The major pathophysiologic modification in the later stages of long-term cerebral ischaemia is a degenerative neuronal lesion (24). Our study showed that PI3K/Akt signalling was triggered, leading to significant changes in the promotion of neuron formation, differentiation and regeneration, along with synaptic plasticity, neuron survival and enhancement of neuronal growth (28). Phosphatidylinositol 3 kinase is a heterodimer composed of p85 and p110 subunits with a regulatory and catalytic role and belongs to the phospholipid kinase family (25). Luteolin stimulates PI3K, which is processed into inositol diphosphate (PIP2) and contributes to the binding of PIP2 to Akt (or PKB-protein kinase B) by an unknown mechanism. In the presence of 3-phosphate inositol-dependent protein kinase-1 (PDK-1), luteolin induces the phosphorylation of Akt, resulting in its activation. Akt is the primary downstream PI3K molecule, and its phosphorylation might have a protective effect on cells being injured in sustained ischaemia. The findings of our current research indicate that 2-VO caused a reduction in the brain expression levels of PI3Kp110α, PI3Kp85 and p-Akt in rats, suggesting the downregulation of the pathways of PI3K/Akt (4).

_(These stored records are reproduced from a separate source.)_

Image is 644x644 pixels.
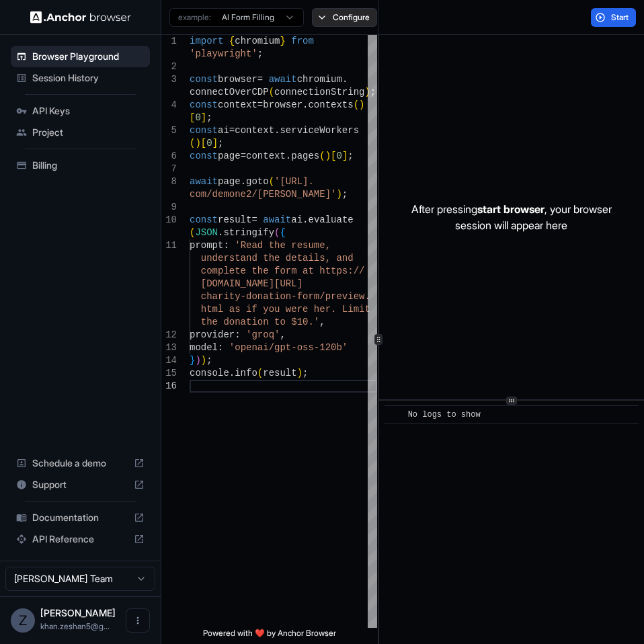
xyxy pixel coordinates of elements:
[263,99,303,110] span: browser
[162,367,177,380] div: 15
[477,203,545,216] span: start browser
[223,240,228,251] span: :
[11,474,150,495] div: Support
[325,151,331,162] span: )
[275,176,314,187] span: '[URL].
[275,125,280,136] span: .
[30,11,131,24] img: Anchor Logo
[201,278,303,289] span: [DOMAIN_NAME][URL]
[201,112,206,123] span: ]
[33,50,145,63] span: Browser Playground
[11,608,35,633] div: Z
[190,240,223,251] span: prompt
[218,228,223,238] span: .
[201,138,206,149] span: [
[190,329,234,341] span: provider
[11,155,150,176] div: Billing
[275,228,280,238] span: (
[229,125,234,136] span: =
[190,228,195,238] span: (
[40,608,115,619] span: Zeshan Khan
[162,240,177,252] div: 11
[195,355,200,366] span: )
[201,265,365,276] span: complete the form at https://
[218,151,240,162] span: page
[412,201,612,234] p: After pressing , your browser session will appear here
[275,86,364,98] span: connectionString
[201,253,353,264] span: understand the details, and
[286,151,291,162] span: .
[201,291,370,302] span: charity-donation-form/preview.
[190,99,218,110] span: const
[218,125,229,136] span: ai
[258,368,263,379] span: (
[359,99,364,110] span: )
[342,189,347,199] span: ;
[201,317,319,328] span: the donation to $10.'
[190,342,218,353] span: model
[218,99,258,110] span: context
[218,215,252,225] span: result
[33,478,128,492] span: Support
[312,8,377,27] button: Configure
[195,112,200,123] span: 0
[280,329,285,341] span: ,
[234,368,258,379] span: info
[33,126,145,140] span: Project
[269,74,297,85] span: await
[258,49,263,59] span: ;
[206,355,212,366] span: ;
[40,621,109,631] span: khan.zeshan5@gmail.com
[162,99,177,112] div: 4
[229,36,234,46] span: {
[162,163,177,175] div: 7
[162,328,177,341] div: 12
[162,124,177,137] div: 5
[162,35,177,48] div: 1
[234,329,240,341] span: :
[269,176,275,187] span: (
[212,138,218,149] span: ]
[218,138,223,149] span: ;
[11,453,150,474] div: Schedule a demo
[190,368,229,379] span: console
[162,61,177,74] div: 2
[336,189,341,199] span: )
[190,138,195,149] span: (
[331,151,336,162] span: [
[162,341,177,354] div: 13
[11,100,150,121] div: API Keys
[218,176,240,187] span: page
[126,608,150,633] button: Open menu
[11,529,150,550] div: API Reference
[297,74,342,85] span: chromium
[190,36,223,46] span: import
[303,368,308,379] span: ;
[280,228,285,238] span: {
[178,12,211,23] span: example:
[162,380,177,393] div: 16
[190,215,218,225] span: const
[33,104,145,118] span: API Keys
[611,12,630,23] span: Start
[11,68,150,89] div: Session History
[190,355,195,366] span: }
[408,410,481,419] span: No logs to show
[33,511,128,524] span: Documentation
[11,46,150,68] div: Browser Playground
[240,176,246,187] span: .
[190,151,218,162] span: const
[11,507,150,529] div: Documentation
[229,368,234,379] span: .
[162,354,177,367] div: 14
[263,215,291,225] span: await
[33,457,128,470] span: Schedule a demo
[246,151,286,162] span: context
[269,86,275,98] span: (
[162,214,177,227] div: 10
[347,151,353,162] span: ;
[234,125,275,136] span: context
[162,74,177,86] div: 3
[190,74,218,85] span: const
[33,71,145,85] span: Session History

In the cerebral cortex and hippocampus of 2-VO rats, luteolin substantially improved PI3Kp110α and PI3Kp85 expression and stimulated the phosphorylation of Akt. These results demonstrate that luteolin may preserve the PI3K/Akt pathway while shielding neurons and synapses from chronic cerebral hypoperfusion-induced damage. This may be the reason why luteolin in 2-VO rats enhanced learning and reduced cognitive impairment (26).
The findings of our research confirmed the neuroprotective effect of luteolin on chronic cerebral hypoperfusion-induced cognitive dysfunction, indicating that luteolin could be a novel candidate for vascular dementia treatment. Further studies are warranted using luteolin, however, to demonstrate the other underlying pathways implicated in vascular dementia and how luteolin interacts with them when proposed as treatment.